Published: Fri 11 Jul 2008 12:45 AM
Stunning twist as jury throw out shortlist in world's richest short story prize
Frank O'Connor International Short Story Award 2008
In a stunning twist, the jury of the 2008 Frank O'Connor Award, the world's largest prize for a short story collection (â‚35,000/$54,000), have bucked international trends and dispensed altogether with a shortlist to announce an outright winner, Jhumpa Lahiri, for her collection, Unaccustomed Earth.
In the literary world, where it is near standard for each award to be accompanied by leaked stories of jury in-fighting and controversy over the choice of eventual winners, the The Frank O'Connor International Short Story Award in association with the Irish Times, funded by Cork City Council and organised by the Munster Literature Centre, has once again shown its capacity for independent thinking.

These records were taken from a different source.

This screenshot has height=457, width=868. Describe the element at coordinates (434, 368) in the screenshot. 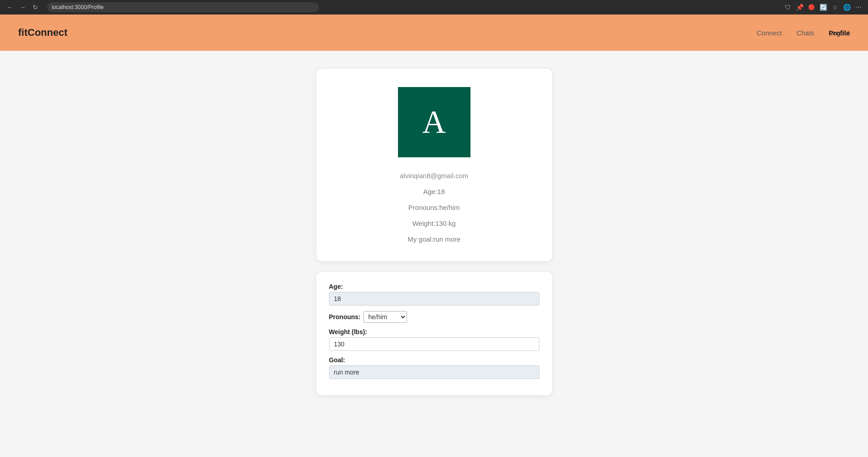

I see `goal-group: Goal:` at that location.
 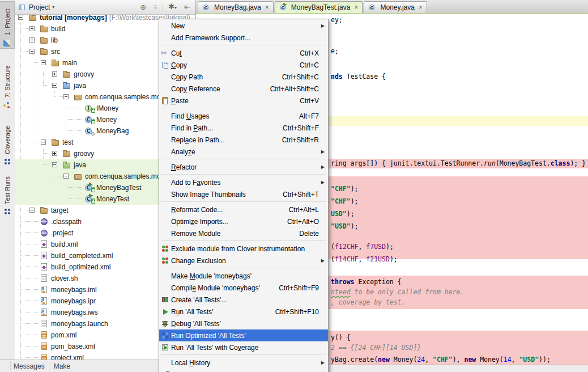 What do you see at coordinates (165, 324) in the screenshot?
I see `debug-icon` at bounding box center [165, 324].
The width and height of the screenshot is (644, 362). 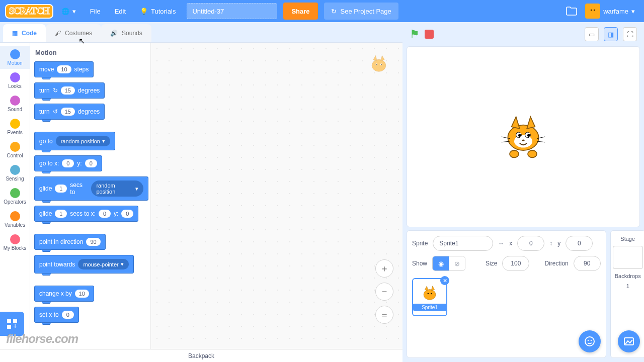 What do you see at coordinates (126, 33) in the screenshot?
I see `tab-sounds: 🔊Sounds` at bounding box center [126, 33].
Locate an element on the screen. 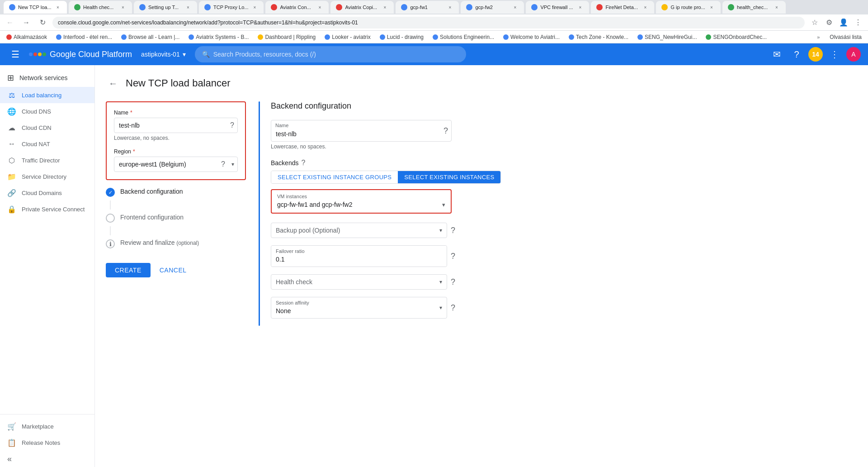 This screenshot has width=868, height=467. tab-title: VPC firewall ... is located at coordinates (557, 7).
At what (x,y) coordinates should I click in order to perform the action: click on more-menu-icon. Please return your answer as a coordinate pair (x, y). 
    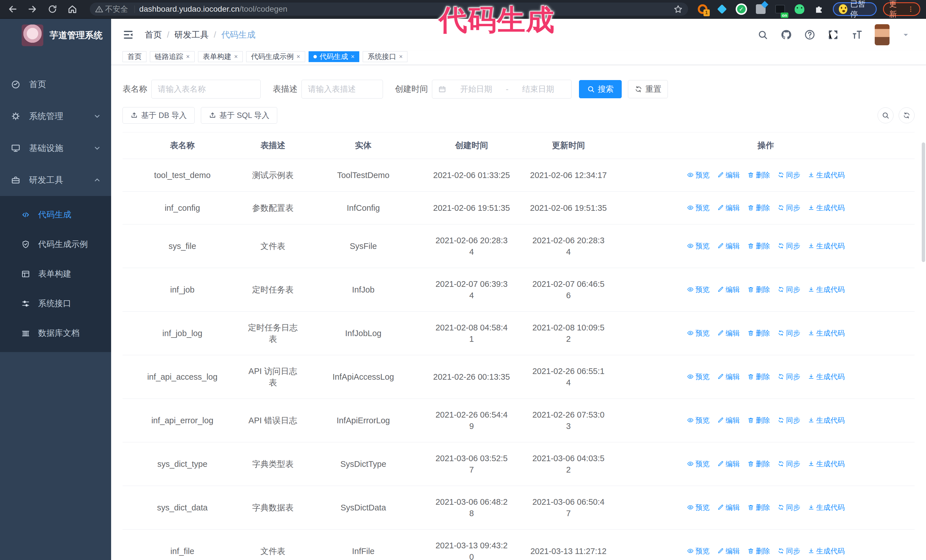
    Looking at the image, I should click on (911, 9).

Despite a longlist containing such internationally renowned names as former Booker winner Roddy Doyle and 2007 Booker winner Anne Enright, the jury - Granta Fiction Editor Rosalind Porter, Cork City Chief Librarian Liam Ronayne and Irish Times Literary Correspondent Eileen Battersby - came to the unanimous decision that Ms Lahiri's collection should be the outright winner.

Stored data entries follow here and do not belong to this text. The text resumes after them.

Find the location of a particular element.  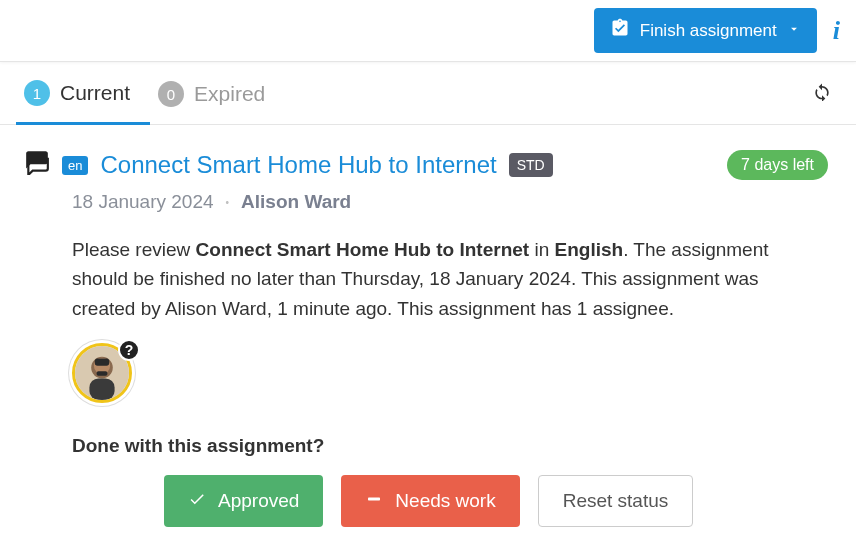

tabs: 1 Current 0 Expired is located at coordinates (428, 94).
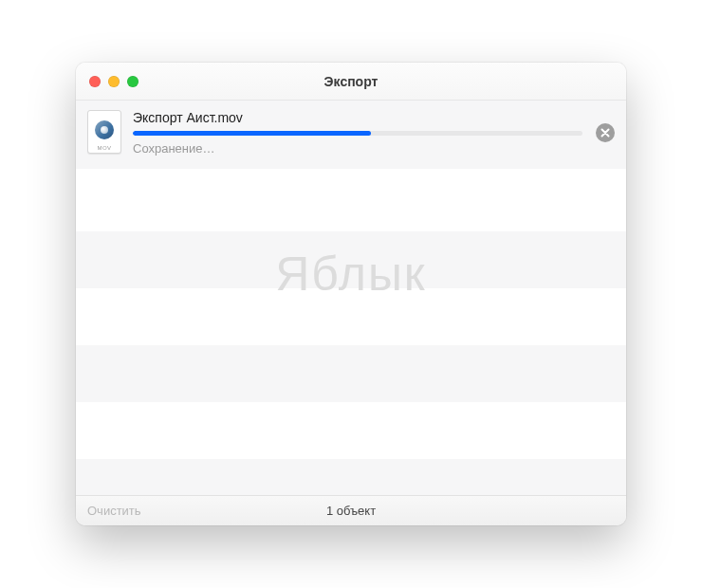 The image size is (702, 588). I want to click on progress-bar, so click(358, 133).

In fact, so unanimous was their decision to choose Unaccustomed Earth - which debuted in the number one slot on the New York Times Bestseller list, an almost unheard of achievement in recent times for a serious work of fiction - it was decided not to go ahead with the process of compiling a shortlist, which is usually announced in July, with the award presented in September.
Director of the FOC Award, Pat Cotter, speaking yesterday said:
"With a unanimous winner at this early stage we decided it would be a sham to compose a shortlist and put five other writers through unnecessary stress and suspense. Not only were the jury unanimous in their choice of Lahiri's Unaccustomed Earth as the winner, they were unanimous in their belief that so outstanding was Lahiri's achievement in this book that no other title was a serious contender."
The FOC award, now in its fourth year and going from strength to strength, has attracted controversy in the past when writers such as Alice Munro and William Trevor failed to make the shortlist let alone win the award and last year, on the eve of the award, 2008 jury member Ms Battersby, published an article in the Irish Times which was highly critical of the Award's previous choice of winners and failure to recognise the more internationally renowned short story practioners. This year's early announcement and highly unusual decision not to follow through on the traditional process of selection, once again, reinforces the Award's growing reputation for an unusual independence of spirit.
Ms Lahiri was born in England, in 1967, to Bengali Indian parents who moved to America when she was three. Her first collection of short stories, Interpreter of Maladies, won the 2000 Pulitzer Prize - another rare achievement for a short story collection - and sold a staggering 600,000 copies. Her 2003 novel, The Namesake, was made into a successful film of the same name. Ms Lahiri lives in New York with her husband and two children.
Ms Lahiri will travel to Cork in September to be presented with the Award in a special ceremony in City Hall at the end of the Frank O'Connor International Short Story Festival and she will also give a reading and conduct a public interview with jury member and Irish Times Literary Correspondent Eileen Battersby.